The salvation of the Jews in Bulgaria is a remarkable, exceptional phenomenon, the Israel Council on Foreign Relations (ICFR) Director and Editor-in-Chief of the Israel Journal of Foreign Affairs, Dr Laurence Weinbaum, said in a lecture on dignity in the face of indifference and moral decadence at the international conference an international conference on “The Role of Jurists for the Salvation of the Bulgarian Jews,” held in Sofia on Thursday.
The salvation of the Bulgarian Jews was a civil society initiative, Weinbaum recalled. According to him, Bulgarians are rightly proud of this.
We cannot discuss in detail the biographies of 28,000 people, but if one leafs through them quickly, one will see that these rescuers were from different parties, and different walks of life in society, they did not have a single unifying factor, people were quite different, Dr Weinbaum added.
“We should all follow the light which Bulgaria emitted during World War II, it is the light that should guide us,” Israeli Ambassador in Sofia Yoram Elron said at the conference’s opening.
Ambassador Elron said Bulgaria stood up against the forces of evil during World War II and became the only country in which the number of Jews was larger after the war than before the war. He noted the important role of the Church, politicians, law professionals and ordinary citizens in rescuing the Bulgarian Jews.
But he added that the 11,000-plus Jews in the Bulgarian-administrated regions of Western Thrace and Vardar Macedonia, who were not saved, should not be forgotten either.
“Eighty years after the events of 1943, it is with particular anguish that we recall the tragic fate of 11,343 Jews who were not Bulgarian citizens and then resided in parts of the then Yugoslavia and Northern Greece, whom the local Bulgarian administration was unable to save. We deeply moan those innocent Holocaust victims and will never forget them,” Bulgarian Foreign Minister Nikolay Milkov said, addressing the opening of the conference.
Not enough is known about the bright example of Bulgaria, which saved its Jews, Vice President Iliana Iotova said addressing the conference “The Jurists’ Role in Saving Bulgarian Jews”. According to her, various experts, specialists and historians should do a lot of research into the facts so that it could be known for sure what happened in those dark months in late 1942 and early 1943.
Eighty years ago, Bulgaria succeeded in saving 48,000 Jews.
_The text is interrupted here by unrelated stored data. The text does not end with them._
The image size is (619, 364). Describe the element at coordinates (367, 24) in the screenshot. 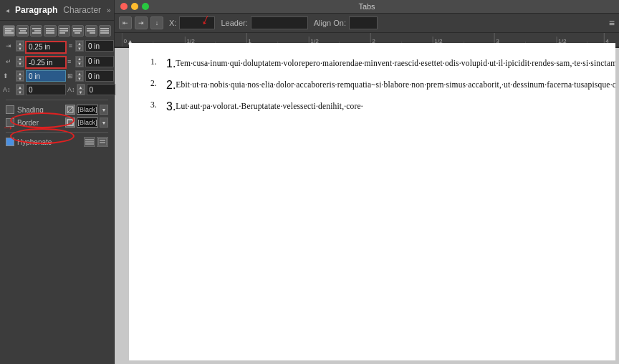

I see `tabs-window: Tabs ⇤ ⇥ ↓ X: Leader: Align On: ≡` at that location. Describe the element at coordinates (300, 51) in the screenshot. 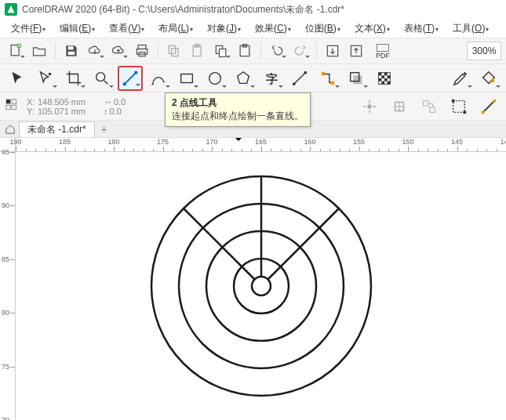

I see `redo-button` at that location.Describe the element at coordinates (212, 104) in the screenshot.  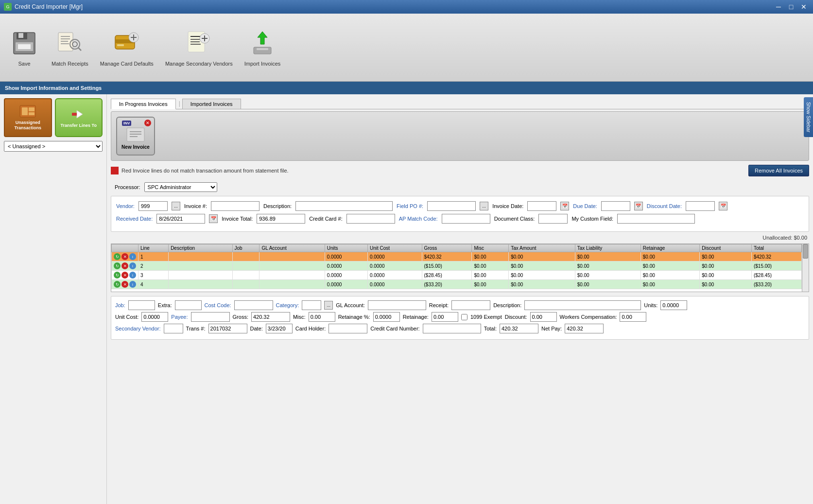
I see `tab-imported: Imported Invoices` at that location.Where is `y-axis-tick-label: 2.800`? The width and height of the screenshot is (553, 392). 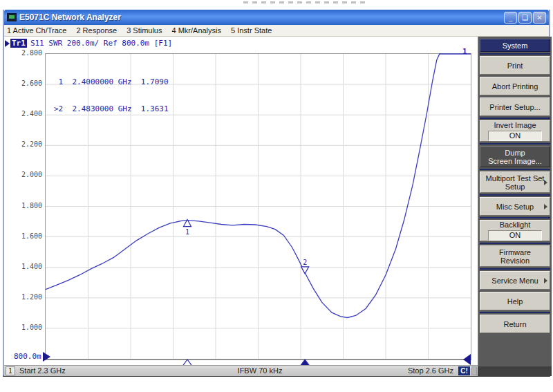 y-axis-tick-label: 2.800 is located at coordinates (24, 53).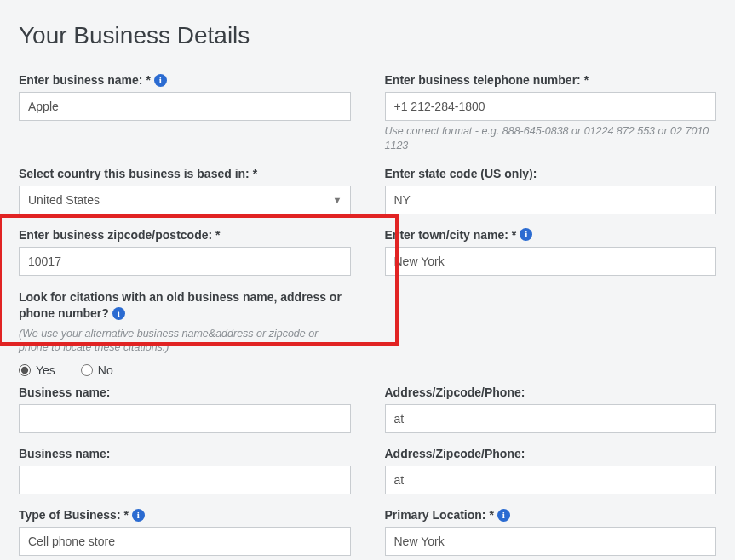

This unprecedented act recorded one of the brightest pages not only in Bulgarian but in world history, the Vice President said.
She noted that in other European countries, there were individual acts, certain people, who managed to save thousands of Jews, but what was different in Bulgaria was that the entire Bulgarian public rose against the deportation, and the individual representatives, whose names are known, expressed the opinion not only of the public but also of institutions.
The forum is co-organized by the Bulgarian foreign and culture ministries, the Israeli Embassy in Sofia, the Association of Prosecutors in Bulgaria, the Chamber of Investigators in Bulgaria, and the Federation of Zionists in Bulgaria. The initiative is part of the National Programme for Marking the 80th Anniversary of the Salvation of the Bulgarian Jews during World War II and is co-financed by the Ministry of Culture.